The classical speed is v = √(2 e V ÷ m) ≈ 5.93 million metres per second, and the relativistic speed comes out essentially the same, since at this speed, under 2 percent of light speed, relativity barely matters. Now raise the voltage to 1 million volts: the classical formula predicts about 5.9 × 10⁸ metres per second, nearly twice the speed of light, which is impossible, while the relativistic formula gives about 94 percent of light speed. That gap is the classical picture breaking down and relativity taking over.
Questions people ask
How do you calculate electron speed from voltage?
Classically, use v = √(2eV/m), where the energy eV from the voltage becomes kinetic energy. At high voltages, the relativistic formula is needed instead.
Why does the classical formula give speeds faster than light?
Because it has no speed limit built in. It assumes energy always converts straight into more speed, which fails near light speed, where relativity must take over.
When does relativity matter for electrons?
When the speed becomes a sizeable fraction of light speed, which happens at high voltages of tens of kilovolts and above. Below that, the classical and relativistic answers nearly agree.
Where are fast electrons used?
In cathode-ray tubes, X-ray machines, electron microscopes, and particle accelerators. The accelerating voltage sets the electron's speed and energy for each application.
References
A quick note on where the physics comes from. Accelerating electrons through a potential and the relativistic correction at high speed are standard physics, set out in OpenStax's University Physics and in Georgia State University's HyperPhysics. The electron's charge and mass follow the US National Institute of Standards and Technology. The HyperPhysics link is worth a quick click to confirm it lands where you expect.
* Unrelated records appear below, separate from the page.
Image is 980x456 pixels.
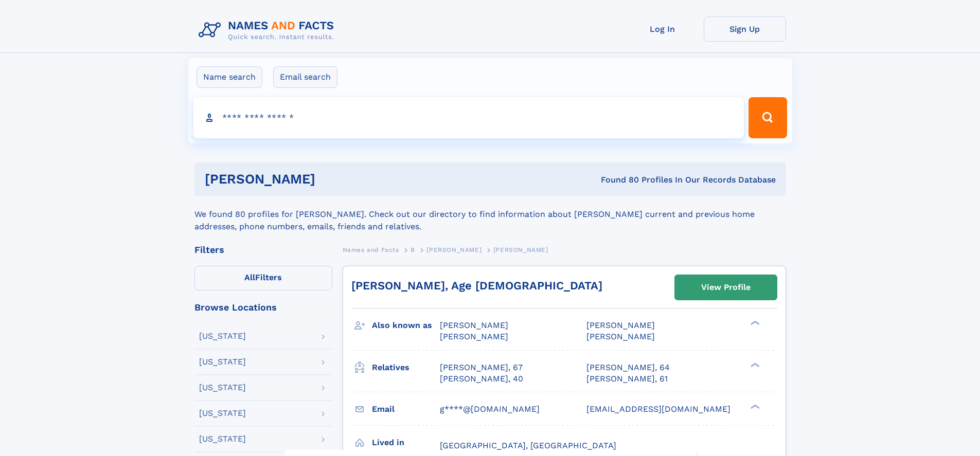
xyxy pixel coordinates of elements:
span: B [410,246,415,253]
div: View Profile [701,276,750,300]
span: [PERSON_NAME] [493,246,548,253]
div: ❯ [748,361,761,368]
div: Browse Locations [194,303,332,312]
a: [PERSON_NAME] [427,243,481,256]
div: [US_STATE] [199,435,246,443]
span: [PERSON_NAME] [586,332,655,342]
div: [US_STATE] [199,358,246,366]
span: [PERSON_NAME] [440,320,508,331]
h3: Email [372,401,440,418]
h3: Relatives [372,359,440,376]
span: All [245,273,255,282]
span: [PERSON_NAME] [427,246,481,253]
a: Sign Up [704,17,786,42]
h3: Lived in [372,434,440,452]
a: [PERSON_NAME], 61 [586,373,668,385]
a: [PERSON_NAME], 40 [440,373,523,385]
button: Search Button [749,97,787,138]
div: ❯ [748,403,761,410]
div: Found 80 Profiles In Our Records Database [458,174,776,185]
div: [US_STATE] [199,383,246,392]
label: Email search [273,66,338,88]
a: B [410,243,415,256]
div: We found 80 profiles for [PERSON_NAME]. Check out our directory to find information about [PERSON... [194,196,786,233]
span: [GEOGRAPHIC_DATA], [GEOGRAPHIC_DATA] [440,441,616,450]
a: Names and Facts [342,243,399,256]
label: Name search [196,66,263,88]
span: [PERSON_NAME] [440,332,508,342]
a: Log In [622,17,704,42]
a: [PERSON_NAME], 64 [586,362,670,373]
input: search input [193,97,745,138]
label: Filters [194,266,332,290]
h1: [PERSON_NAME] [205,173,458,185]
div: [US_STATE] [199,409,246,418]
h3: Also known as [372,317,440,335]
div: ❯ [748,320,761,327]
a: [PERSON_NAME], Age [DEMOGRAPHIC_DATA] [351,279,603,292]
div: Filters [194,245,332,255]
span: [EMAIL_ADDRESS][DOMAIN_NAME] [586,405,731,414]
img: Logo Names and Facts [194,17,342,44]
div: [US_STATE] [199,332,246,341]
span: [PERSON_NAME] [586,320,655,331]
a: [PERSON_NAME], 67 [440,362,523,373]
a: View Profile [675,275,777,300]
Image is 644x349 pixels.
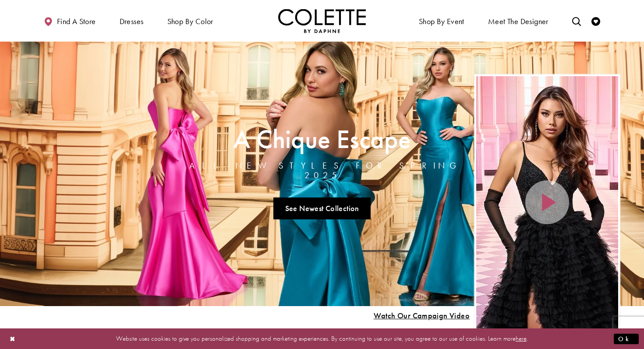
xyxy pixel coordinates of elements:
[165,9,215,33] span: Shop by color
[57,17,96,26] span: Find a store
[570,9,583,33] a: Toggle search
[120,17,144,26] span: Dresses
[486,9,551,33] a: Meet the designer
[278,9,366,33] a: Visit Home Page
[589,9,602,33] a: Check Wishlist
[488,17,549,26] span: Meet the designer
[170,194,474,223] ul: Slider Links
[117,9,146,33] span: Dresses
[515,334,527,343] a: here
[63,333,581,345] p: Website uses cookies to give you personalized shopping and marketing experiences. By continuing t...
[273,198,371,220] a: See Newest Collection A Chique Escape All New Styles For Spring 2025
[419,17,465,26] span: Shop By Event
[417,9,466,33] span: Shop By Event
[373,312,470,320] span: Play Slide #15 Video
[614,333,639,344] button: Submit Dialog
[5,331,20,347] button: Close Dialog
[167,17,214,26] span: Shop by color
[278,9,366,33] img: Colette by Daphne
[42,9,98,33] a: Find a store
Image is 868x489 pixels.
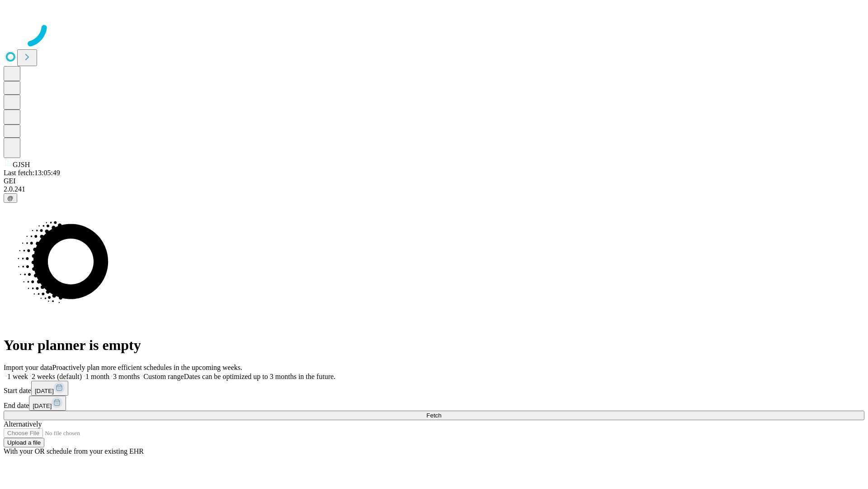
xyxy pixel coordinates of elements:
[35,387,54,394] span: [DATE]
[113,372,139,380] span: 3 months
[184,372,335,380] span: Dates can be optimized up to 3 months in the future.
[4,395,864,410] div: End date
[4,169,60,177] span: Last fetch: 13:05:49
[85,372,109,380] span: 1 month
[4,177,864,185] div: GEI
[12,160,29,168] span: GJSH
[4,447,143,455] span: With your OR schedule from your existing EHR
[4,193,17,202] button: @
[143,372,183,380] span: Custom range
[52,364,242,371] span: Proactively plan more efficient schedules in the upcoming weeks.
[4,438,45,447] button: Upload a file
[8,195,13,201] span: @
[4,364,52,371] span: Import your data
[4,381,864,395] div: Start date
[28,395,66,410] button: [DATE]
[31,381,68,395] button: [DATE]
[4,410,864,420] button: Fetch
[4,185,864,193] div: 2.0.241
[32,403,51,409] span: [DATE]
[4,336,864,353] h1: Your planner is empty
[8,372,28,380] span: 1 week
[31,372,82,380] span: 2 weeks (default)
[426,412,441,419] span: Fetch
[4,420,42,427] span: Alternatively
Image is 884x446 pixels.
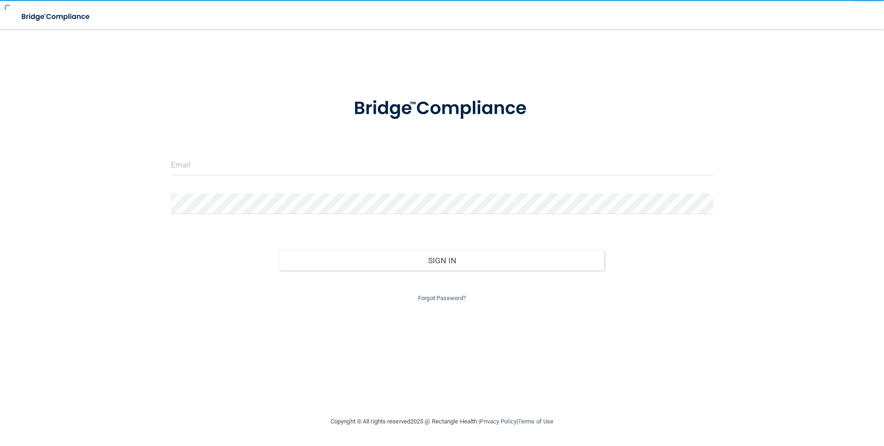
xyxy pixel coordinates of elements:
a: Forgot Password? [418,295,466,302]
img: bridge_compliance_login_screen.278c3ca4.svg [14,7,99,26]
img: bridge_compliance_login_screen.278c3ca4.svg [335,85,549,133]
a: Terms of Use [518,418,554,425]
input: Email [171,155,713,175]
a: Privacy Policy [480,418,516,425]
div: Copyright © All rights reserved 2025 @ Rectangle Health | | [274,407,610,437]
button: Sign In [280,251,605,271]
- OpenStax, University Physics Volume 3, Section 5.10, Relativistic Energy. https://openstax.org/books/university-physics-volume-3/pages/5-10-relativistic-energy
- HyperPhysics, Electron Acceleration and Energy. http://hyperphysics.phy-astr.gsu.edu/hbase/electric/elewor.html
- National Institute of Standards and Technology (NIST), Fundamental Physical Constants, electron mass and elementary charge. https://physics.nist.gov/cuu/Constants/
Bibek Lal Karna is a PhD student and graduate teaching assistant at the University of Mississippi, with deep interests in theoretical and gravitational physics. He is also the founder of NRCC and is strongly engaged in scientific teaching and communication. At Eon Tools, he reviews physics tools.